Anyway, I’m not sure we are going to start naming names here but we do try to avoid sweeping stupidities here at Audio Federation, and do try to talk about the SOUND of things, and WHY certain things are superior or inferior examples of various qualities desirable from the point of view of a system designed for music reproduction.

If we ever succumb to the prevailing malaise with respect to replacing straight talk with sensationalistic flame bait, like saying something like… oh… that 99% of reviewers are clueless or whores [thanks F.C. :-)] when the number is really closer to 90%, please PLEASE let us know.

CES 2008 Winds Down…

Took about 4400 photos it looks like. 8 DVDs full. All 3 shows, or 4 locations depending on how you look at it.

Will try and get some photos and commentary each day as we spend tonight and tomorrow packing and Saturday driving back.

Oh, and sleep.

It was a upbeat show – but nothing too spectacular. Well, the Lamm ML3 but that was on the Wilson MAXX II which requires some listening around – and besides, it will take years to get the full measure of these amps – which doesn’t mean we didn’t hear things that shed light on how music can and should be reproduced.

Day 3, Wednesday CES…2008 is it?

Funny, show-to-show, some years are very different, and some are very similar.

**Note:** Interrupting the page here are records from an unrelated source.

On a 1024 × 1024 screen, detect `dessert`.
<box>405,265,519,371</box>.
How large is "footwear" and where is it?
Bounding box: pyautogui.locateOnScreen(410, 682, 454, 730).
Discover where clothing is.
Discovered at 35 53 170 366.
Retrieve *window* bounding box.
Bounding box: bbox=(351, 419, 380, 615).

Some rooms NEVER change, and some are always experimenting.

Some have new stuff to show, and others just want to reiterate that their stuff still passes muster.

At the main conference at LVCC, things look very much the same. They all seem to be broadening out their product offerings, as opposed to being the ‘best ever for a day’. How many 103″, 105″, 108″ announcements does it take until people grow bored. We are up to 150″… How about wall-sized LCD high-res monitors that do not give off much heat and cost about 2 grand?

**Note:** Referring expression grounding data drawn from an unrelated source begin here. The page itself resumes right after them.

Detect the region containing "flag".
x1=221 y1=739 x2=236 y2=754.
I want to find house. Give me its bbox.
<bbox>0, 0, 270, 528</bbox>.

But to stop digressing… there were a number of ‘retro’ offerings at the show… olde-looking radios and turntables. Can’t be long until the consumer starts looking to get something real… hopefully.

At the high-end audio part of the show, well, I’ve more to see, but like the main show, it seems like one of evolution, not revolution, of companies broadening their offerings. Cable companies adding turntables, turntable companies offering solutions for different arms, etc.

Face it, just about every company on earth now offers an iPod docking solution. That market is what they call saturated. And even more are offering media server solutions – though some are calling it media distribution solutions, blah blah blah. Where you store the media, who has the licenses, how you get it in the system, how you get it to the speakers, what GUI the user uses to access the media [what people really care about, oh, and price/performance], all these details vary slightly from product to product to product…

For example, the number of turntables being used this year seems WAY, WAY down to me. [Is it just our culture that lets teen-somethings set our media and entertainment priorities?] Anyway, the rooms with turntables care about the sound and the music, the ones without care about establishing a beachhead in the new ipodish-marketplace. No good or bad here, just a real bifurcation of rooms at the show, it seems to me.

Oh, and then there are the confused who don’t know what they are doing or why – who ironically are hardly any worse off because of it, since there is a lot of prognostication (guessing) without any real sense of just what IS the best way to stay alive.